Scattered between these monologue segments, we also got many scenes of Keichi running from construction job to traffic job to security job, frantically trying to make ends meet. As Mrs. Ikari lovingly recalled her husband urging her to accept reality, we saw Keichi standing tired on the train, listening to teenagers wish Shonen Bat would attack their school as he headed off to one more low-paying position. Keichi's “kids these days” posturing felt bitter and out of touch back when we only saw his professional face, but adding the context of the dignity he maintains even in defeat gave a real humanity to his feelings.

Of course, Kon almost never lets his characters enjoy an honest victory, and so both of these narratives were challenged in the episode's later scenes. On Mrs. Ikari's side, it's clear basically from the start that her “Shonen Bat” is an internal foe, and that the person she is defiantly arguing with has to be some element within herself. This deception is given depressing context later on, when we learn that her long illness has actually affected her mind, meaning she might well have truly believed she was arguing with Shonen Bat even as she sat alone in an empty house. And on Keichi's side, what begins as an endearing reunion with an old burglar (someone who strongly echoes Keichi's obsession with doing things the old-fashioned ways, complete with that vintage matchbox the show keeps returning to) ends up shifting into idyllic farce, as Keichi consoles his feelings of the world moving past him by embracing a flat vision of a “traditional Japan” he never actually experienced. Keichi's insistence on “facing reality” rings a little hollow when his own happiness depends on embracing a false past, and Mrs. Ikari's determination to show the strength of humanity feels somewhat undercut by the fact that she's sitting alone in a decaying home, waiting for a husband she reveres who's lost in his own delusions of the world.

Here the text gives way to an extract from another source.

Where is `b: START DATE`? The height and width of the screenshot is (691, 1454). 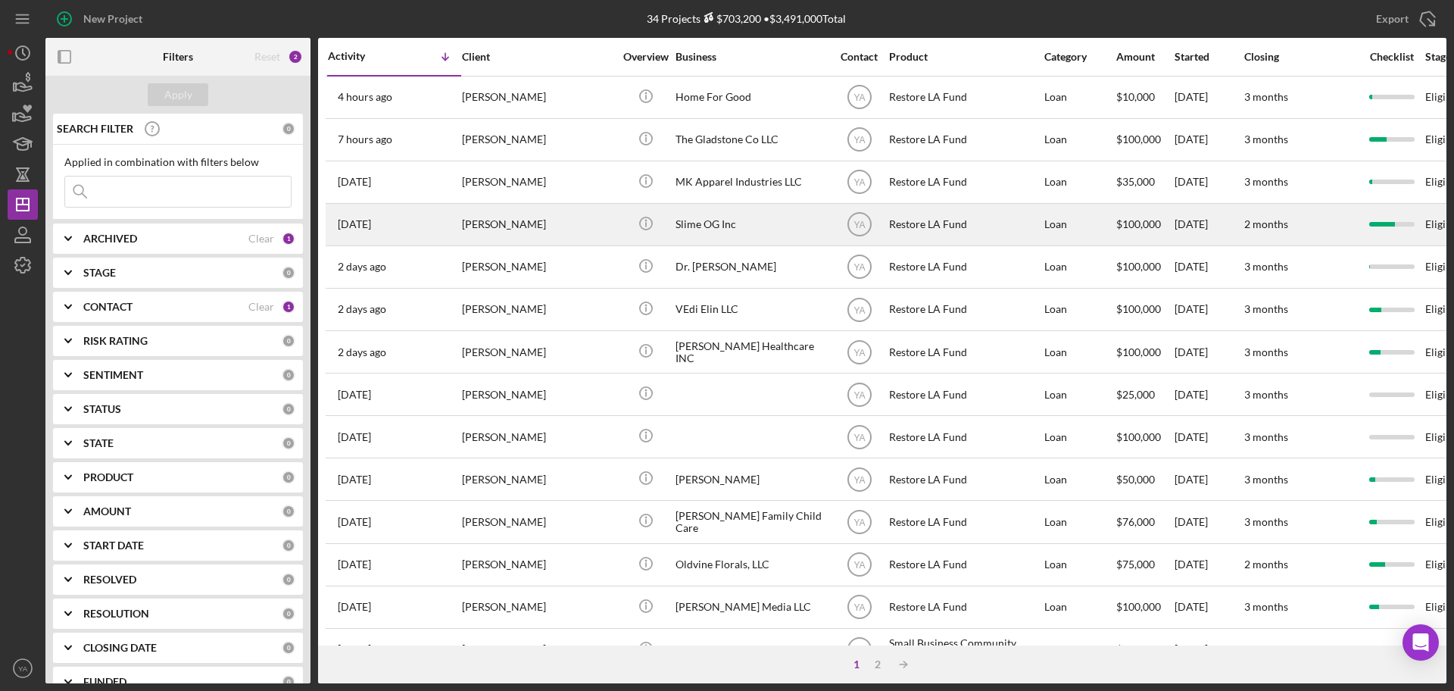 b: START DATE is located at coordinates (114, 545).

This was a mean episode, in short. Paranoia Agent is a pretty mean show in general, but this one was relentless in its attacks on its own characters, and seemed to take a sneering satisfaction in pulling the legs out from under Mrs. Ikari's humanitarian rhetoric. If there's any solace to be found in this episode, it's in another form of criticism turned backwards - the fact that Keichi really deserves better than this life, and that a society who abandons people like Keichi to the drudgery of menial labor has to be far more at fault than a man who simply can't change with the times. On the aesthetic front, the execution here felt less precisely calibrated than the best episodes; there were definitely highlights (like the shadow-play of Shonen Bat, or the uniquely flat-perspective style adopted for Keichi's fantasy past), but the direction overall felt less consistently purposeful and tonally charged than episodes like the last one, or the first arc's best. But this was still a fine episode, even if it left me all the more worried Paranoia Agent is going to end in the same kind of cynical doldrums that make Keichi a victim of his own expectations.

Rating: B+

Nick writes about anime, storytelling, and the meaning of life at Wrong Every Time.